Forex firms struggle to retain marketing chiefs, study finds
Chief marketing officers (CMOs) in the online trading and CFD sector face exceptionally short tenures, with firms based in Cyprus, the United Kingdom, and the UAE showing similar patterns, according to a study by marketing agency FYI.
Specifically, the study found that most CMOs in this space leave after just 17.5 months.
That median tenure comes from analysis of 50 data points spanning 2014 to July 2025 and covering 40 CMOs across 38 brokers based in Cyprus, the United Kingdom and the UAE.
On average, CMOs stayed for 22.4 months, though a few long‑serving individuals raised that average.
Nineteen out of fifty CMOs departed within their first year, making brief tenures common.
Moreover, only two CMOs remained in their role for five years or more.
The data shows that tenure has declined over time, with 2024 offering the lowest average tenure in the dataset.
Interestingly, there is no correlation between broker size and CMO turnover, with both large and small firms recording similar tenure lengths.
Around 40 per cent of brokers analysed currently have no CMO in place following a departure.
No conclusions can be drawn on other senior marketing roles as the study focused only on the formal CMO title.
Christian Görgen, founder of FYI, a marketing agency supporting online trading firms, said “Most online brokers aren’t product‑driven; they’re revenue‑driven” he added.
“That mindset defines everything, especially how marketing is seen – not as growth, but as a cost” he said.
“The formula is almost always the same – multi‑asset broker, tight spreads, fast execution. That’s why marketing is so tough in this space” he added.
“There is no real story, no emotional hook – nothing that makes one brand truly stand out” he added.
He explained “Traditional CMOs don’t work in online trading. Marketing isn’t just support function; it needs to be a core part of the business” he said.
“Until it has a real seat at the table and firms commit long‑term, short tenures and missed targets will keep repeating” he added.
The research outlines why marketing leaders struggle to endure in the CFD industry.
“Expectations are high,” Görgen explained in a post that accompanied the company’s findings.
“Founders want rapid user growth and quick revenue, often within months,” it added.
“But marketing isn’t something you can switch on overnight. Building trust and driving sustainable growth takes time,” Görgen continued. “No wonder many CMOs find themselves out the door before they can even make a real impact.”
The study examined how many CMOs last, why tenure is so short and what that reveals about the culture and expectations within online trading.
It used public LinkedIn profiles, industry news websites and press announcements to track job titles and dates, though the authors caution some profiles may overstate role duration.
In reality, actual time in role may have been even shorter.
“Unlike tech founders who invent solutions to real problems, many trading brands build on existing models that have worked before,” Görgen said. “They focus less on innovation and more on capturing revenue through proven frameworks.”

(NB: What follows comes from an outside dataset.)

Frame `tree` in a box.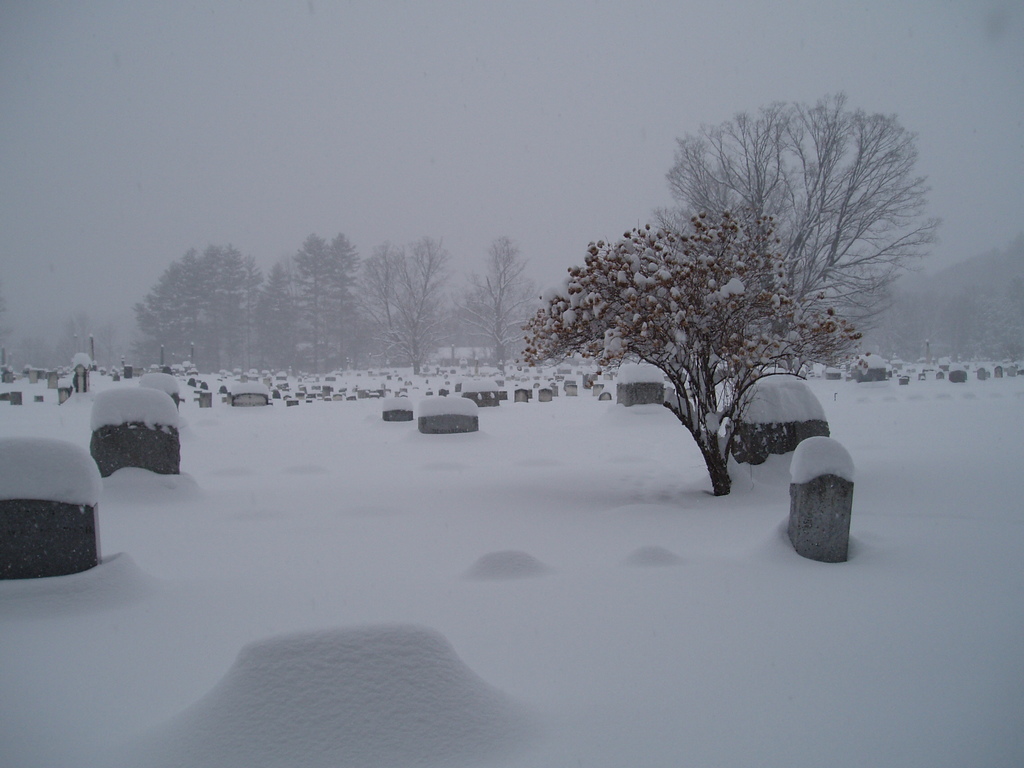
detection(367, 232, 479, 377).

He explained that marketing then becomes repetitive copy‑paste, lacking creativity or brand differentiation.
Affiliate marketing dominates growth strategies, leaving brokers to cede up to 50 per cent of revenue to partners in exchange for leverage.
“It often ends up feeling like a pyramid scheme,” Görgen explained.

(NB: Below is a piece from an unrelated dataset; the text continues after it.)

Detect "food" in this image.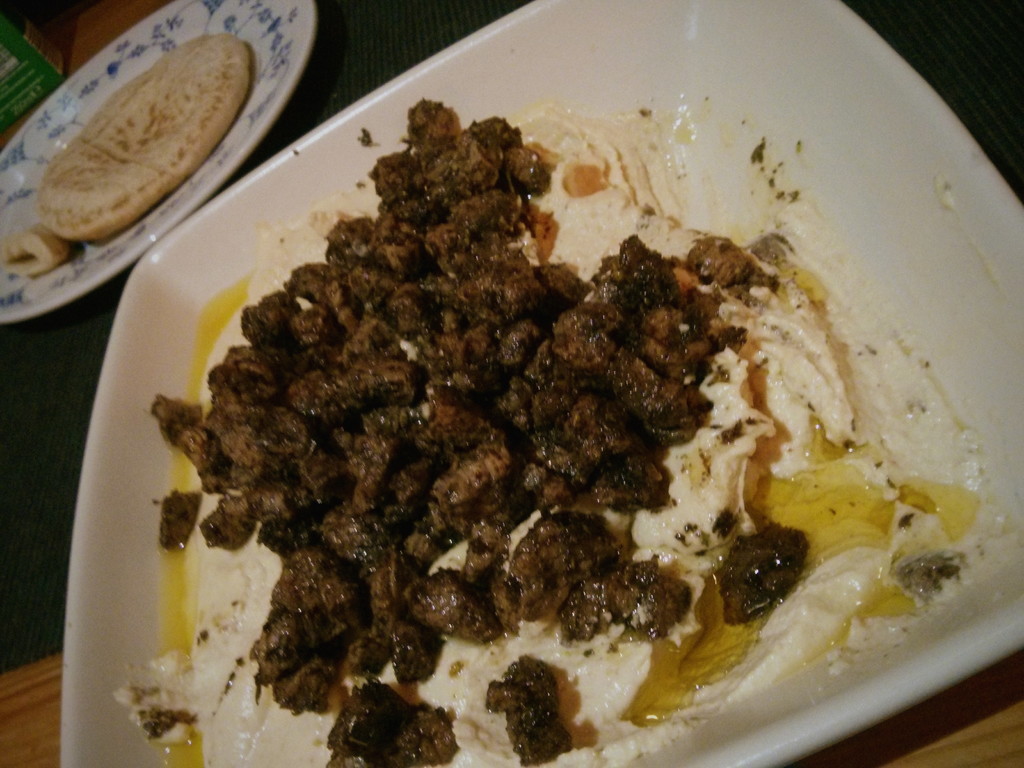
Detection: [156, 488, 209, 556].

“Affiliates leave the moment the illusion fades — or they find a better deal elsewhere. In the affiliate world, this is known as “broker hopping”. The cycle repeats, and the broker remains locked in a constant race to find new partners, never truly owning the customer relationship,” he added.
The traditional CMO model often fails in this sector. When acquisition metrics decline, firms hire a CMO expecting immediate revival, but marketing initiatives like rebranding and campaigns take time to bear fruit.
“Without anything unique to offer, marketing just ends up repeating what everyone else is doing instead of creating something traders actually care about,” Görgen concluded.